Gun Control Foes Don’t Fear Judge Amy Coney Barrett. They Fear the Law • NSSF

Oct 24, 2020 | 0 comments

By Larry Keane

Foes against U.S. Supreme Court nominee Judge Amy Coney Barrett will line up this week to disparage only the fifth woman nominated to the nation’s highest court. The test balloons have been floated, including attacks on her faith, her family and now, predictably, her view on gun rights.

Her foes don’t fear Judge Barrett. They fear the law.

They just know Judge Barrett will follow it. She’s vowed to faithfully apply the law as it’s written, not to twist it to a pre-determined end to satisfy a political agenda.

Political Misdirection

The gun control cabal showed their cards. Over the weekend, U.S. Sen. Chris Coons (D-Del.) told Chris Wallace on Fox News Sunday, “I’m going to be laying out the ways in which Judge Barrett’s views, her views on reaching back and reconsidering and overturning long settled precedent are not just extreme, they’re disqualifying.”

Sen. Coons went as far as to say President Donald Trump was attempting “court packing” by fulfilling his constitutional duty to nominate an appointee to fill a vacancy on the Supreme Court. Yet, Sen. Coons was silent on former Vice President Joe Biden’s refusal to say what he would do with Democratic demands to pack the court after the election, even after Biden repeatedly dodged questions of whether voters deserve to know his intentions on court packing.

“No they don’t….” Biden said. “I’m not gonna play his game, he’d love me to talk about, and I’ve already said something on court packing, he’d love that to be the discussion instead of what he’s doing now.”

Legal Stalwart

Judge Barrett’s opening statement to the Senate Judiciary Committee emphasized her commitment to originalism or interpreting law as it was written.

“It was the content of Justice Scalia’s reasoning that shaped me,” Judge Barrett’s statement reads. “His judicial philosophy was straightforward: A judge must apply the law as written, not as the judge wishes it were. Sometimes that approach meant reaching results that he did not like.”

She added, “I believe Americans of all backgrounds deserve an independent Supreme Court that interprets our Constitution and laws as they are written. And I believe I can serve my country by playing that role.”

Judge Barrett’s dissent on Kanter v Barr, in which she disagreed with the U.S. Court of Appeals for the Seventh Circuit, quoted Justice Thomas Alito’s opinion in McDonald v Chicago, noting the court “treats the Second Amendment as a second-class right.” This is strikingly similar language used by Justices Clarence Thomas and Neil Gorsuch when they vented their frustration at the Supreme Court’s refusal to grant review in Peruta v California in 2017 and wrote that it “reflects a distressing trend: their treatment of the Second Amendment as a disfavored right.”

Their Worst Fear

A fifth Supreme Court justice that is ready and willing to apply the Second Amendment as it is written is a frightening scenario for gun control advocates. It’s not that gun control fears Amy Coney Barrett. They fear that Judge Amy Coney Barrett respects the law. Shannon Watts, who heads the billionaire-gun control mogul Michael Bloomberg’s gun control enterprise Moms Demand Action, melted down at the idea that Judge Barrett would examine legal text and commit to following the law when deciding Second Amendment opinions and any other cases. Kris Brown, of the gun control group Brady United Against Gun Violence, told NPR she had “grave concerns” of Judge Barrett’s commitment to law over ideology.

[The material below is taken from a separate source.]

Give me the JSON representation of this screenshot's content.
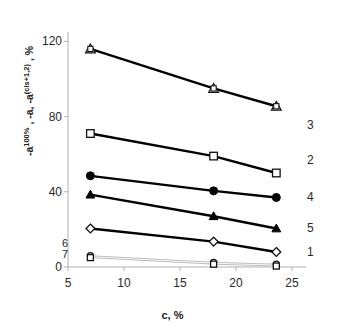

CNN reported that Steve Vladeck, a CNN Supreme Court analyst and professor at the University of Texas School of Law, said the seating of Judge Barrett to the Supreme Court could usher in a renaissance of Second Amendment cases, despite the Court rejecting 10 pending reviews earlier this year.

“It seems likely that the confirmation of Judge Barrett would remove that uncertainty and open the pipeline to a flurry of cases, perhaps ranging from the constitutionality of criminal [non-violent] felon-in-possession statutes to large-capacity magazine bans,” Vladeck explained.

There is no shortage of cases working their way to the Supreme Court. Two cases are pending review in California, one at the U.S. Court of Appeals for the Ninth Circuit, that could have profound impacts. Duncan v Becerra challenges California’s ban on standard capacity magazines, a law which was struck down by District Court Judge Roger Benitez and upheld when appealed by California’s Democratic Attorney General Xavier Becerra. The other, Miller v Becerra, challenges California’s ban on modern sporting rifles (MSRs). Judge Benitez denied Attorney General Becerra’s motion to dismiss that case, which will move forward and be heard. Judge Benitez wrote of the law banning MSRs in his order denying dismissal.

“If ever the existence of a state statute had a chilling effect on the exercise of a constitutional right, this is it.”

Judge Barrett’s opponents don’t fear her. They fear the law and her commitment to it.